By BRUCE STERLING (Harper & Row; 1980)
The book that, together with the John Shirley potboilers TRANSMANIACON (1979) and CITY COME A-WALKIN’ (1980), served as the true prototype for what by the end of the 1980s was known as cyberpunk. The second novel by Bruce Sterling, THE ARTIFICIAL KID followed INVOLUTION OCEAN (1977), which was published as part of Harlan Ellison’s Discovery Series. Ellison, FYI, called Sterling the “grand poobah of cyberpunk,” which isn’t entirely accurate (William Gibson will always hold that title), but THE ARTIFICIAL KID’S links to the movement are undeniable (and bolstered by the fact that Gibson provided an admiring introduction to a later edition). It is not, however, Sterling’s best work.
The setting is the planet Reverie, a melting pot of alien species created by the “dead” mining magnate Moses Moses. Reverie’s geography includes the Decriminalized Zone, an area in which laws don’t apply, and Telset, an island inhabited by a riot of competing biologies. Residing in this fecund environ is The Artificial Kid, a combat artist who makes blood-drenched combat videos involving martial arts and nun chucks to satisfy the ultrarich public’s taste for ultraviolence. He, like most everyone else on Telset, has multiple drone cameras constantly hovering around him, recording video footage to be edited together at a later date and posted on a something very like what we know as the internet.
Sterling’s conception of a society of slavering narcissists recording their every movement is a potent and, needless to say, prescient one. So too the idea of artificially prolonged lifespans (everyone in this universe, it seems, is well over a hundred years old), which has again proven quite prescient. Neither of these conceptions, unfortunately, are explored in much depth, with the young Sterling keeping things fast—too fast—and furious.
Sterling’s imaginings are impressive, to be sure. They include Professor Crossbow, a mass of constantly shifting DNA; follicle mites, or little black worms, that live in wounds and eat dead cells; multisexuals, whose bloodstreams are “seething tide(s) of hormones and libido stimulants”; a highly addictive psychedelic drug called smuff; and Moses Moses, who returns from suspended animation to help the Artificial Kid in his struggle against the Cabal, a band of determinist-minded scientists who’ve ruled Reverie for three hundred years and accept no competition.
The author’s world building skills are impressive (the above is a VERY abbreviated condensation of an insanely expansive, multi-layered whole), if not quite fully developed at this point in his career. Richly detailed and convincing his imagined universe is, but it lacks the distinctiveness of the cyberpunk futuropolis of NEUROMANCER (1983), or Sterling’s positively mind-expanding later novel SCHISMATRIX (1985), which dealt with many of the same themes, but in a far more memorable and coherent manner. In its shadow THE ARTIFICIAL KID comes off as at best a warm-up.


→ Task objective:
Find every line below with the word "phase" in it, and copy each one.
■ ■ ■ ■ ■
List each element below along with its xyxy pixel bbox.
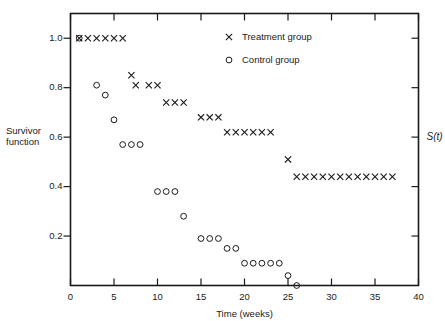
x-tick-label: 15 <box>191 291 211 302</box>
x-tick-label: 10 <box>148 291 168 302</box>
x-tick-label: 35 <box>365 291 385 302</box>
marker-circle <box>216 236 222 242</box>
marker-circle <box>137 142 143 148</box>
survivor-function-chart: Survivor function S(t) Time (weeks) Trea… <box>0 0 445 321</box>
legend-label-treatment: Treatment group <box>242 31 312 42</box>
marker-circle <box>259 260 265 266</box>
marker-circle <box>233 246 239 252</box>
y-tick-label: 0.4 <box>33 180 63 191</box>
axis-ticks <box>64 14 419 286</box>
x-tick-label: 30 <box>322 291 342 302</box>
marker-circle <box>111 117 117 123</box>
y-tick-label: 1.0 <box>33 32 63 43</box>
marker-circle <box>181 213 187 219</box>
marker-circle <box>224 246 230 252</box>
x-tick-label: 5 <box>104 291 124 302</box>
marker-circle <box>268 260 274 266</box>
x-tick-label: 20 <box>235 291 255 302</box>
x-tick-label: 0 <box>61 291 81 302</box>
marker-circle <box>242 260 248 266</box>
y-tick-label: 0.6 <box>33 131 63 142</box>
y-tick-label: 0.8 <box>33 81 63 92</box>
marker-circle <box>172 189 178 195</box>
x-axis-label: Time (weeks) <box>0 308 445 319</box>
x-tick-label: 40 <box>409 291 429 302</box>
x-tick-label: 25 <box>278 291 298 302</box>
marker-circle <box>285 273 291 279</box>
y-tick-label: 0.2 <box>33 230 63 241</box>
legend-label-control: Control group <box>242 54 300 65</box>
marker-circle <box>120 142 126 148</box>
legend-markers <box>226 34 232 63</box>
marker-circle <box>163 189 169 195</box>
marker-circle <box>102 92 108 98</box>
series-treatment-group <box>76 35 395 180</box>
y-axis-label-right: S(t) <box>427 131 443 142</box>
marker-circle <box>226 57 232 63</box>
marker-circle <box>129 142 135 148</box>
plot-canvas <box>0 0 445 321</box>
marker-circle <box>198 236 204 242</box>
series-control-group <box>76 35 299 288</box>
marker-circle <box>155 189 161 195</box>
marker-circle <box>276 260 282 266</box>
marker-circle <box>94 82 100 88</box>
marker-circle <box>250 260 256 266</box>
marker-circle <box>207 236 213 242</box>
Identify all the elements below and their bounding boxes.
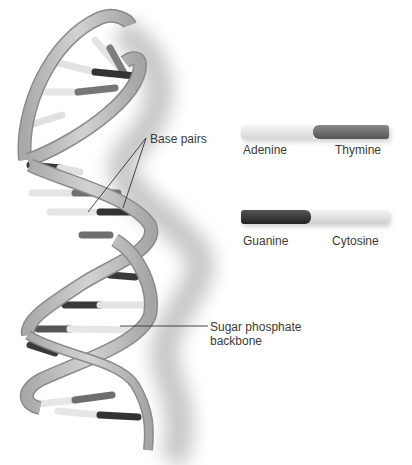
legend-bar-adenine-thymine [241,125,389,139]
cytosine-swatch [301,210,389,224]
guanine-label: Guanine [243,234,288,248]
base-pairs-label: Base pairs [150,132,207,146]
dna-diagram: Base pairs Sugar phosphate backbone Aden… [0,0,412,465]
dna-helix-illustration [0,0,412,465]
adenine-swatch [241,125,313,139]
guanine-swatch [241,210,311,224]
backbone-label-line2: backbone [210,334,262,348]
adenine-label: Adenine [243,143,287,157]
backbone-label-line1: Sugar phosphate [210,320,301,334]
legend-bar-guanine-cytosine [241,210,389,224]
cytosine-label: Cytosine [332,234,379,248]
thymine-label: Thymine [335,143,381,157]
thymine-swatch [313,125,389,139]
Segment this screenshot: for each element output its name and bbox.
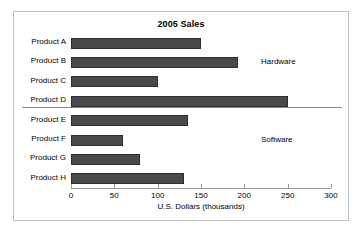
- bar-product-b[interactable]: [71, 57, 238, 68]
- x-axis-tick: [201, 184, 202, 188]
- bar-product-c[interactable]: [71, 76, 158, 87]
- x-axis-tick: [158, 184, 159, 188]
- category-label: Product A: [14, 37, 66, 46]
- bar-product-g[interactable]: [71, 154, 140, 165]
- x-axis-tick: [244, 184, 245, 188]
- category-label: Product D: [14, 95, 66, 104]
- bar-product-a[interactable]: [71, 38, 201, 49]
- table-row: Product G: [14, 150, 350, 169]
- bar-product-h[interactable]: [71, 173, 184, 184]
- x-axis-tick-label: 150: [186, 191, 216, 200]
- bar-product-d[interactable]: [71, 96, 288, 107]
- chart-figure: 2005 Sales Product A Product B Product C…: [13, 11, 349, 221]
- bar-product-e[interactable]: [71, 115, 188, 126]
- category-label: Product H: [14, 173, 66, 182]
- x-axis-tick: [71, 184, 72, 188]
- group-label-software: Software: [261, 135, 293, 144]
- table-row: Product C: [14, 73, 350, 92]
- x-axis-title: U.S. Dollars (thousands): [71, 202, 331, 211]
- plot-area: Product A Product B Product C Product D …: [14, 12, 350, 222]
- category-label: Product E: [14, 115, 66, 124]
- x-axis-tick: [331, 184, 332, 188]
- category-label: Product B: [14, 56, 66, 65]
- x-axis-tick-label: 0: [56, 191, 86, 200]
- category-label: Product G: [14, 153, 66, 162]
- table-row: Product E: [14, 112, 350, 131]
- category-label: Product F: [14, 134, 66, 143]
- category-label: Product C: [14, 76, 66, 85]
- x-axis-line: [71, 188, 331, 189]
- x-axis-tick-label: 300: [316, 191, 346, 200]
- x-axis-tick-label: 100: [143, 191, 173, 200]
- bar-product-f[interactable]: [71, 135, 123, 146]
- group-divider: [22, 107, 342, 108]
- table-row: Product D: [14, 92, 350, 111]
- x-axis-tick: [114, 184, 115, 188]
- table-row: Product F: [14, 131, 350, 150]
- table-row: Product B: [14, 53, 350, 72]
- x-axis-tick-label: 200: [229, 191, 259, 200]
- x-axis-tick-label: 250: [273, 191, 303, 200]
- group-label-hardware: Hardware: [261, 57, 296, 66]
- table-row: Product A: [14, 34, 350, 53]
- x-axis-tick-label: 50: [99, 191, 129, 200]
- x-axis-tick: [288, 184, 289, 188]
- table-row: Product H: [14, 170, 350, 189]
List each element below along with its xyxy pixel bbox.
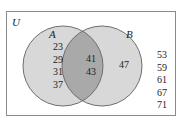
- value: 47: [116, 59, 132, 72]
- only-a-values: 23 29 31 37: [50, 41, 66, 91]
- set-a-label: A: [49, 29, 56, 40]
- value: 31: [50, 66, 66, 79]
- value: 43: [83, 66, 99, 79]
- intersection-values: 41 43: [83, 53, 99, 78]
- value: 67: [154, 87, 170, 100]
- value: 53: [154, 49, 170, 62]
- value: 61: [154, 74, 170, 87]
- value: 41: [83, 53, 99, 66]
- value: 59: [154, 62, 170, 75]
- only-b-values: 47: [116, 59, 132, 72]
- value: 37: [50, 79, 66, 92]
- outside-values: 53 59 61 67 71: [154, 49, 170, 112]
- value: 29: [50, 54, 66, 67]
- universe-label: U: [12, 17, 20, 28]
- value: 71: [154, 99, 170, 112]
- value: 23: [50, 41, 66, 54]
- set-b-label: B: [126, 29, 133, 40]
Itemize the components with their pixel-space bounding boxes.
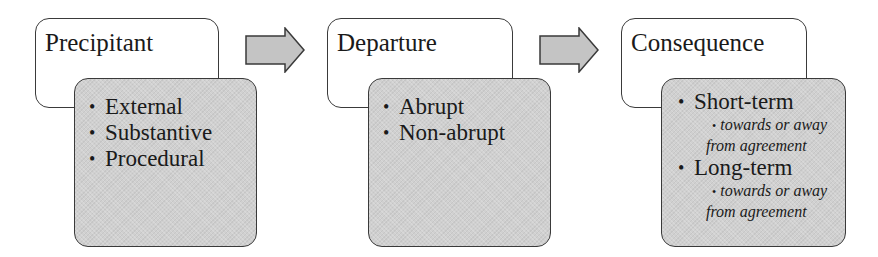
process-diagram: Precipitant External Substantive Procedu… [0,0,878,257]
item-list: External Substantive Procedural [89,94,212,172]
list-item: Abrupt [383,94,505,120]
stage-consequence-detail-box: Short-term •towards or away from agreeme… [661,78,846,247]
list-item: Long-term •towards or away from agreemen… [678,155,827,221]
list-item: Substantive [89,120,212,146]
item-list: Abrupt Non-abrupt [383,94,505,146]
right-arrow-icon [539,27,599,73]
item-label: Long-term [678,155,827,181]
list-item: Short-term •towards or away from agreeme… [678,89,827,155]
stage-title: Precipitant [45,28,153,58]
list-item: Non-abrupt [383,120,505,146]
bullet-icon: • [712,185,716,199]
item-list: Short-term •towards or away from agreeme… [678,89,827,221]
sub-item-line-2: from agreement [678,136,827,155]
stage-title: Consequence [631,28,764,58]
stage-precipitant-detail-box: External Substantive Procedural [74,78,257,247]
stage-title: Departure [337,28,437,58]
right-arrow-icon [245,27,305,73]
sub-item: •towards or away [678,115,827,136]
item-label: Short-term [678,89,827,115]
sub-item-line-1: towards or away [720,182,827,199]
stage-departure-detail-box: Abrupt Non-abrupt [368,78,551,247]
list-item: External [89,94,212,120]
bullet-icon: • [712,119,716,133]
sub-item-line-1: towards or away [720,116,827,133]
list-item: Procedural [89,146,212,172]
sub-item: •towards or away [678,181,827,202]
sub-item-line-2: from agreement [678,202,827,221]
■ ■ ■ ■ ■
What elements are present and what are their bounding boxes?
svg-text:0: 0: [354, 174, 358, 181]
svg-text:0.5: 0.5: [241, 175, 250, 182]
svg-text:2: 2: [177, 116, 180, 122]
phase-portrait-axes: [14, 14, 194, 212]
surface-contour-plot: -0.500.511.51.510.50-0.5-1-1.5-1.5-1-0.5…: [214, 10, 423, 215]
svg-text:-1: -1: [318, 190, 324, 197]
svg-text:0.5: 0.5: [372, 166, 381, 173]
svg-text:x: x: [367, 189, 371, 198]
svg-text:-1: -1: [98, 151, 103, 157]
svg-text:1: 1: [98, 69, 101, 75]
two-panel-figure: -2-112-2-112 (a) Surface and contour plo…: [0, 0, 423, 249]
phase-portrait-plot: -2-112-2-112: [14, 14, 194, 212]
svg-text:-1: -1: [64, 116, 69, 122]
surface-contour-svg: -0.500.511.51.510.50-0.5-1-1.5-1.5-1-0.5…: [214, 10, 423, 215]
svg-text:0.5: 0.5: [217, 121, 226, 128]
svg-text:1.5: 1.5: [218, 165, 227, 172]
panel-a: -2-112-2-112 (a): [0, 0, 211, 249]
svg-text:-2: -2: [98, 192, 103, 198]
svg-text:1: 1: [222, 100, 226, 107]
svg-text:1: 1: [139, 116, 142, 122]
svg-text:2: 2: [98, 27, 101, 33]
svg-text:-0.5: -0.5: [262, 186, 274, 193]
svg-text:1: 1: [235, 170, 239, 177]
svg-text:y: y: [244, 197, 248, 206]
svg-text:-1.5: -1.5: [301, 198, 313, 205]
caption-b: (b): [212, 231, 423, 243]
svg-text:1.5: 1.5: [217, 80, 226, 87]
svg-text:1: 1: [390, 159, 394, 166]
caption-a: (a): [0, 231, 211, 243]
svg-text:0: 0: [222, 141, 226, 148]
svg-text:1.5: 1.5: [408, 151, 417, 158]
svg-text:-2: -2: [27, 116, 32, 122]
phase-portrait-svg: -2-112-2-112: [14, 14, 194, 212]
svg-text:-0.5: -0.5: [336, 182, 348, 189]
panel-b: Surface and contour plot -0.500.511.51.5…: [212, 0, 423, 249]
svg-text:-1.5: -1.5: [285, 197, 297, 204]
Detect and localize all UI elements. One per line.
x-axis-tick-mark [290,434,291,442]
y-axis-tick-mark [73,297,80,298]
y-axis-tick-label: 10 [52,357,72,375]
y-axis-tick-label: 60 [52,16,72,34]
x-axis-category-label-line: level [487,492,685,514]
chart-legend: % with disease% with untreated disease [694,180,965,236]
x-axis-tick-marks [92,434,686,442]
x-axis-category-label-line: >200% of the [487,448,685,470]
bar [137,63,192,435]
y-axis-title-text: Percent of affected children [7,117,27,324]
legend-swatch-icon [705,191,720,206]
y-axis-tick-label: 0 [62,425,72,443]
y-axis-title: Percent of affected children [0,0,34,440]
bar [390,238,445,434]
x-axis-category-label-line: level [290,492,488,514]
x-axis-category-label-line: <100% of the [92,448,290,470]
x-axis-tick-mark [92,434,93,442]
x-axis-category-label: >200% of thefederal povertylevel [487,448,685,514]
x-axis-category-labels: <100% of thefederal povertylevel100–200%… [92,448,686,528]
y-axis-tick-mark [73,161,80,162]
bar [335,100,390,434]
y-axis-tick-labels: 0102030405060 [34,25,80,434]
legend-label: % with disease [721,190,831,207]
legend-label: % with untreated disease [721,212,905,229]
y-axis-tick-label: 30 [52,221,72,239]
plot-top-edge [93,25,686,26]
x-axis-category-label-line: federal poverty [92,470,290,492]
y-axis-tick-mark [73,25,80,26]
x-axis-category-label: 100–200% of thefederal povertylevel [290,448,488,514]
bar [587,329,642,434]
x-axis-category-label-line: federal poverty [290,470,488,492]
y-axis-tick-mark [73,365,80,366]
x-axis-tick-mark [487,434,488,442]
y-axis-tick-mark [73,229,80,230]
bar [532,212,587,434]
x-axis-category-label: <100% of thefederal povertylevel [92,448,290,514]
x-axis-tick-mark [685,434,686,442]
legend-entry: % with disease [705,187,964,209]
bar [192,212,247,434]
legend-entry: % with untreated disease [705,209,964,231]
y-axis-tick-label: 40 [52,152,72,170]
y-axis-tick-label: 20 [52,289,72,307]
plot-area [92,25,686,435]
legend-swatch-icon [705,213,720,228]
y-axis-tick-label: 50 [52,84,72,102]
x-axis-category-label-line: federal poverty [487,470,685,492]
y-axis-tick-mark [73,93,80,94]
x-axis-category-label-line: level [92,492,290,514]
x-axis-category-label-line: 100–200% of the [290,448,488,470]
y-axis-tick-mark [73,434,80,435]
■ ■ ■ ■ ■
→ Solution to this problem:
phase-portrait-axes: [14, 14, 194, 212]
phase-portrait-plot: -2-112-2-112: [14, 14, 194, 212]
phase-portrait-svg: -2-112-2-112: [14, 14, 194, 212]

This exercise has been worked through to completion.